Since turkeys have a shorter distance to fall from the courthouse roof, Ott said they're more likely to land in the crowd below, but it's not a given.

"They'll probably fly plumb out of the square area," he said.

Ott said the courthouse will be closed today because it won't be possible to park on the square, where vendors set up booths.

Ott said turkeys will probably be released over the crowd at the second day of the festival on Saturday, as well. The turkey drops aren't on the official schedule, which includes lip-sync contests and Mr. and Miss Drumsticks pageants.

Lesley Edmonds, executive director of the Yellville Area Chamber of Commerce, said the chamber sponsors the festival but not the turkey drops, which are still done by anonymous individuals.

Since the airplane drops stopped, attendance at the festival has also dropped -- by about half from its peak of 10,000 a few years ago, Edmonds said. But heavy rains put a damper on last year's festival, too, she added.

When airplanes were used, most of the turkeys glided to a soft landing, Edmonds said.

"Almost all of them opened up their wings and glided down," she said. "I'd say 75 percent or more roamed around and are still roaming around to this day. They never got caught."

Edmonds said early on, the turkey drop provided some families a bird to eat on Thanksgiving.

The television sitcom WKRP in Cincinnati parodied the turkey drop with a 1978 episode in which the station manager had live turkeys dropped from a helicopter for a publicity stunt. But they plunged to their deaths, prompting him to remark, "As God is my witness, I thought turkeys could fly!"

Ott said the courthouse roof was used for turkey drops before people started using airplanes in the 1960s.

He said one year, around 1990, they dropped frozen turkeys from airplanes, but that was a bad idea.

"It was ridiculous to most of us," he said. "One went through a roof."

Sam Pasthing, the attorney for both Yellville and Marion County, said he grew up attending Turkey Trot but never tried to catch a turkey.

"They would drop a turkey out of an airplane, and the whole crowd would just whoosh over to the turkey," Pasthing said. "I didn't want to get in the middle of that. And what would I do with a turkey? You'd see people walking around the festival with a live turkey under their arm."
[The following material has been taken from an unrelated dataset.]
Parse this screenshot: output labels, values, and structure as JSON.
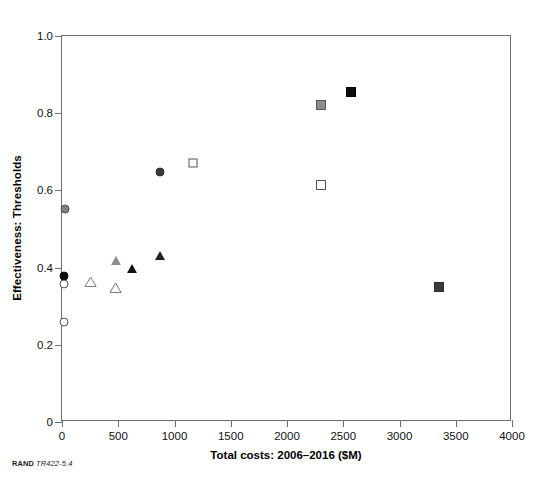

Pasthing said the festival is probably better without turkeys being dropped from airplanes.

"It's moderately more humane than what it used to be," Pasthing said. "There were some strong feelings about what had happened in years past. But I don't know that we hear the strife that we used to when they dropped them from an airplane."

People for the Ethical Treatment of Animals still opposes the dropping of turkeys, whether it's from an airplane or a building, according to an email late Thursday afternoon from Gemma Vaughan, a cruelty caseworker for the animal-welfare group.

"Anyone who throws turkeys from buildings or airplanes, causing them to plummet and often crash fatally into cars and streets, can expect to be prosecuted to the fullest extent of the law -- and PETA is offering a reward of up to $5,000 for information leading to the arrest and conviction of anyone participating," Vaughan wrote.

"Just like the dogs and cats with whom we share our homes, turkeys feel love and happiness, pain and fear. The use of live animals in this cruel event needs to stay relegated to the history books -- a sad chapter in an otherwise decent town."